Lu: One of my most persistent arguments is that we are actually facing a dilemma. Now, it seems like these lower-level tasks can be replaced by AI. For most students, I don’t mind if you use AI to fix up your writing, use that. I don’t even mind if say, certain parts of your essay are AI, it doesn’t really matter as long as you are understanding the basic concepts. The problem is, should we move to assess a higher order of critical thinking? That’s a challenge, because the current higher education, and it’s not the fault of any student, has been going on for decades, especially since the No Child Left Behind Act, there has been a notable decline in critical thinking skills coming out of primary and secondary education. Most of this was not the fault of the students, but a product of their environment. So now the challenge is that we are starting to change our way of teaching to accommodate what students are used to while slowly training students to embrace critical thinking and creativity if they didn’t get that training in High School. However, with AI, if it raises the threshold, do we make the jump? Students may feel too much pressure. We are going to see this dilemma where we should be teaching students much more challenging stuff, but can we and should we, especially with so much access to AI.
Kopp: I think we ignore AI at our own peril. We need to be able to articulate what it can do and what it can’t do. We need to be able to articulate what we can do with it and what we can’t do with it. In some cases, argue and push against it. None of those things will happen if we don’t engage with it. So I think getting to know it, learning about it, is an important thing. I also think having conversations, frank conversations, with students and faculty about it is a really important first step. A lot of people aren’t really aware of how AI works, how they are interacting with it and the results they get from it. So I think there’s a need to put our attention on what is obviously an extremely important technological development that will affect most students in some way during their post-graduate lives and some students it’s affecting right now. To me, there’s a kind of urgency to talk about it.

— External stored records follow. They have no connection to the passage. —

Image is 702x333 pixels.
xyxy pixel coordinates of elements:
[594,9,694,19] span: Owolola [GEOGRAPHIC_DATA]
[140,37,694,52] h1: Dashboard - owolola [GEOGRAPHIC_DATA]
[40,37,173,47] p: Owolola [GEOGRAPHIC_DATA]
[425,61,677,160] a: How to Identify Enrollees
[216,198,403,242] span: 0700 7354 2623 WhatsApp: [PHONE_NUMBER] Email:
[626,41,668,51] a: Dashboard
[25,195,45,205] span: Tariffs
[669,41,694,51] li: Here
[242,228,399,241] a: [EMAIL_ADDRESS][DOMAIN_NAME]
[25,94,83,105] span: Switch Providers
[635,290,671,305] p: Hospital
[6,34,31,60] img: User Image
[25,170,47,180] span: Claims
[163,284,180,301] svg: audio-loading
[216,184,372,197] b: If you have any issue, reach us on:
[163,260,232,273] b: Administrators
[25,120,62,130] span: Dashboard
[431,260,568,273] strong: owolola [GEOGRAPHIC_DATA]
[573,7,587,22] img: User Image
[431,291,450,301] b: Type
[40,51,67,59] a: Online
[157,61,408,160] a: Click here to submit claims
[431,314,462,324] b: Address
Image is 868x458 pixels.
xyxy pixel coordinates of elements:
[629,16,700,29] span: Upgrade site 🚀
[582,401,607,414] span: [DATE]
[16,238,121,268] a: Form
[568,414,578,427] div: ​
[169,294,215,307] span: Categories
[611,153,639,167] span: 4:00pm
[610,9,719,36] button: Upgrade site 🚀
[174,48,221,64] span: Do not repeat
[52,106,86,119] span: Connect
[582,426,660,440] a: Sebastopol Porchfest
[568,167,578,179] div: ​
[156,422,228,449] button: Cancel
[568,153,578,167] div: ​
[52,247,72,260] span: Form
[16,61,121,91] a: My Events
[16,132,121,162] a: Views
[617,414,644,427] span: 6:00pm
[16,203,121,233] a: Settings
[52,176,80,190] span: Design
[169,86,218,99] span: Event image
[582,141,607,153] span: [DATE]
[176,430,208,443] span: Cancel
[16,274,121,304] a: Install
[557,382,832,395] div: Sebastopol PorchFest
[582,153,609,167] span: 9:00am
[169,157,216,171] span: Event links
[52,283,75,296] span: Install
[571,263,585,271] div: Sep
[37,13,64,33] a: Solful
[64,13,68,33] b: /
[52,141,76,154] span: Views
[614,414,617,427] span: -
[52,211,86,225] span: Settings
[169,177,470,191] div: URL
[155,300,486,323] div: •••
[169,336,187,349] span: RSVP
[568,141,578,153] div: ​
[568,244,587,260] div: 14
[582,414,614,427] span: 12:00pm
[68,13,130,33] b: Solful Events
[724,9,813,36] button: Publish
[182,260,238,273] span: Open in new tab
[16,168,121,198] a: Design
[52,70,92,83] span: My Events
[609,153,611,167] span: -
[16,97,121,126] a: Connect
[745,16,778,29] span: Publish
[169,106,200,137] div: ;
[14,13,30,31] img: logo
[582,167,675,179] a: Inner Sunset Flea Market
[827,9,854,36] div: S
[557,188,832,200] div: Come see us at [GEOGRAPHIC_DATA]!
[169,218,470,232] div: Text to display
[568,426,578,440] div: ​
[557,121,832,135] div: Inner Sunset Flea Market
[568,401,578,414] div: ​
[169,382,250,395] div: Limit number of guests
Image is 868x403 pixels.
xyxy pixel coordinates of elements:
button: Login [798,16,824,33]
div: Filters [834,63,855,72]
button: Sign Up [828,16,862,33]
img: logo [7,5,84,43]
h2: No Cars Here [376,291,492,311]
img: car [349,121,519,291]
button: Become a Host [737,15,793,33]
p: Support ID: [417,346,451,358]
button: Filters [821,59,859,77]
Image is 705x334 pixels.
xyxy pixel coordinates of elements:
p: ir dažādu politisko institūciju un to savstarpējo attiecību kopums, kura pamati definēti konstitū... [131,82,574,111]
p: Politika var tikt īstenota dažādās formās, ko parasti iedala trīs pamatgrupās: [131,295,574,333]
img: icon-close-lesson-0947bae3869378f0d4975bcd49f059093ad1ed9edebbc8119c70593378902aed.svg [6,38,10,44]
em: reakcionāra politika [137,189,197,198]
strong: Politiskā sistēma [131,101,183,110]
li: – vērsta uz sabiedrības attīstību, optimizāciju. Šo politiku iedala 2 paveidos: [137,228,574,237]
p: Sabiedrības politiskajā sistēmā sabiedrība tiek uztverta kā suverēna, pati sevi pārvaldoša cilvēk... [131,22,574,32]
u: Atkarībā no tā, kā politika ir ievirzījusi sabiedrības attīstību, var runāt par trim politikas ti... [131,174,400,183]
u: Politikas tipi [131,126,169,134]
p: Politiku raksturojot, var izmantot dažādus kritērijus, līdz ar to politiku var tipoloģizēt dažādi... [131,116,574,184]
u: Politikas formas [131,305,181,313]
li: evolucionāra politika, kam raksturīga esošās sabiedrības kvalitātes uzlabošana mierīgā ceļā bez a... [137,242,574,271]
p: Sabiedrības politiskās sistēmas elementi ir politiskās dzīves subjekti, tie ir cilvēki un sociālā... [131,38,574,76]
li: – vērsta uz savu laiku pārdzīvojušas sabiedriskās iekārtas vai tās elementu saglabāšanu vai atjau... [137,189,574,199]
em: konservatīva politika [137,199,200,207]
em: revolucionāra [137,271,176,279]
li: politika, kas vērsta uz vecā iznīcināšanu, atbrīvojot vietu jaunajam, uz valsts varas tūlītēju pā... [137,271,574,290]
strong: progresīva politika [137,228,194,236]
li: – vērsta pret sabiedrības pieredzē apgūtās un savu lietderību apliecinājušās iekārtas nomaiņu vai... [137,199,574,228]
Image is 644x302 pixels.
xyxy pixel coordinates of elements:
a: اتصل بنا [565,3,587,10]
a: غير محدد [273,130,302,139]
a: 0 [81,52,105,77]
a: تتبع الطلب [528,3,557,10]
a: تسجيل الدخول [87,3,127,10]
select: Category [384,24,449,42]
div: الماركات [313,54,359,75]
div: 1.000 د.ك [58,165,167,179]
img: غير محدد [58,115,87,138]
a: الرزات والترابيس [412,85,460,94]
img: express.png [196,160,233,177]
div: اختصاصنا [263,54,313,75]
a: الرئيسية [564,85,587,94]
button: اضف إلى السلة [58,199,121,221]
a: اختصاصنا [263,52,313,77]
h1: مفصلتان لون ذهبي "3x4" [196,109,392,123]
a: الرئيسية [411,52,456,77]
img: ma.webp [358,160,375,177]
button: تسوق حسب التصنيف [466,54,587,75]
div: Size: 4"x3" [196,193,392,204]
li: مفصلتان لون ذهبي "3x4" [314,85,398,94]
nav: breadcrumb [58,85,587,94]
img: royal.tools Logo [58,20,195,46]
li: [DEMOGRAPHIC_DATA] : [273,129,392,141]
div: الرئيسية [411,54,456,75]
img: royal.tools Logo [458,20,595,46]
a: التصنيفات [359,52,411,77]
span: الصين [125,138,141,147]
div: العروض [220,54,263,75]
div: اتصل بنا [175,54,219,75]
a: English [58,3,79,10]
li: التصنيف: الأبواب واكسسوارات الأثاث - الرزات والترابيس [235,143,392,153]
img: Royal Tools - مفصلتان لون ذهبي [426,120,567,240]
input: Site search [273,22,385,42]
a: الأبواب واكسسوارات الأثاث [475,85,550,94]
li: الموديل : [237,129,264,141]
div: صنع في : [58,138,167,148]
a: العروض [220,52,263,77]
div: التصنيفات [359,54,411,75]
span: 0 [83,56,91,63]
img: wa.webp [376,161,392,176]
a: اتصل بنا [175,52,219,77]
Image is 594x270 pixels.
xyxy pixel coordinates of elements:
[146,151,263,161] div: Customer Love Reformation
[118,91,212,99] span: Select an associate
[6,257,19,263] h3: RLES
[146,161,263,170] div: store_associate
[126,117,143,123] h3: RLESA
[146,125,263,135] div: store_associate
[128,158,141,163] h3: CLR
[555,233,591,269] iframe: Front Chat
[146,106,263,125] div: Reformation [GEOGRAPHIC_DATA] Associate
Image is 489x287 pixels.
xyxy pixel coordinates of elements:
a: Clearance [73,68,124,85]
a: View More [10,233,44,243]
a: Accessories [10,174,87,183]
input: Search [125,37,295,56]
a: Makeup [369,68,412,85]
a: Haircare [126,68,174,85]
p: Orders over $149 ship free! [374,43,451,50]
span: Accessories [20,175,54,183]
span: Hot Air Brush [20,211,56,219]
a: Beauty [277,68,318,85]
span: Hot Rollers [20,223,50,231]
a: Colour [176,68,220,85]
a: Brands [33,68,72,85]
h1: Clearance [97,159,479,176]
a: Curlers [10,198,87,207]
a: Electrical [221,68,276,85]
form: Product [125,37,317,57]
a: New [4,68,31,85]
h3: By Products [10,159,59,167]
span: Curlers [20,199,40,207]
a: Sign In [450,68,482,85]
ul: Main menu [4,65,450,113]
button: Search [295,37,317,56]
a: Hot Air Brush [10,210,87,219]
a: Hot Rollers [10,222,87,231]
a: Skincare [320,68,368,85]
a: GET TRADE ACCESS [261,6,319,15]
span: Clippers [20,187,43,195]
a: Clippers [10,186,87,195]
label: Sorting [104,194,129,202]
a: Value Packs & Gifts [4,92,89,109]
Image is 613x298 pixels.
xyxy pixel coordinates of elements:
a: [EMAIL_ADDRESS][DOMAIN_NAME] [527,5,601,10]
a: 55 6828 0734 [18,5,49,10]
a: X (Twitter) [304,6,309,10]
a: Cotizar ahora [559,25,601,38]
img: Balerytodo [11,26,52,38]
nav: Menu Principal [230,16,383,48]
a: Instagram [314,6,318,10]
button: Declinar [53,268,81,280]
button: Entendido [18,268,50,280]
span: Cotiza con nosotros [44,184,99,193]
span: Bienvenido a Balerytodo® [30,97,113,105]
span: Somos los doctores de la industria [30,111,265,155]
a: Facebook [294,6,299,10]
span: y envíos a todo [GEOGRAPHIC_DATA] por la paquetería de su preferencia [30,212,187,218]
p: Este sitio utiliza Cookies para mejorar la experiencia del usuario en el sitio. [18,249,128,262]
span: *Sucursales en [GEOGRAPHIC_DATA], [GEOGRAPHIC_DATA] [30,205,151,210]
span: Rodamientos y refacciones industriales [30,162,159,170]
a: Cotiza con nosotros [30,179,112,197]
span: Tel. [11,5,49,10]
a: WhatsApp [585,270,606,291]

There is an AI Summit put on by the Center for Advanced Teaching and Learning (CATL) happening here at UWL on Fri. May 17, from 9:00 am until 2:00 pm in the Great Hall in Cleary Center. At the Summit presenters will give presentations on topics such as teaching with AI in higher education, AI-driven assessment in universities, student uses and perceptions of AI and many others.
If you have any questions about the AI Summit, feel free to reach out to CATL at [email protected].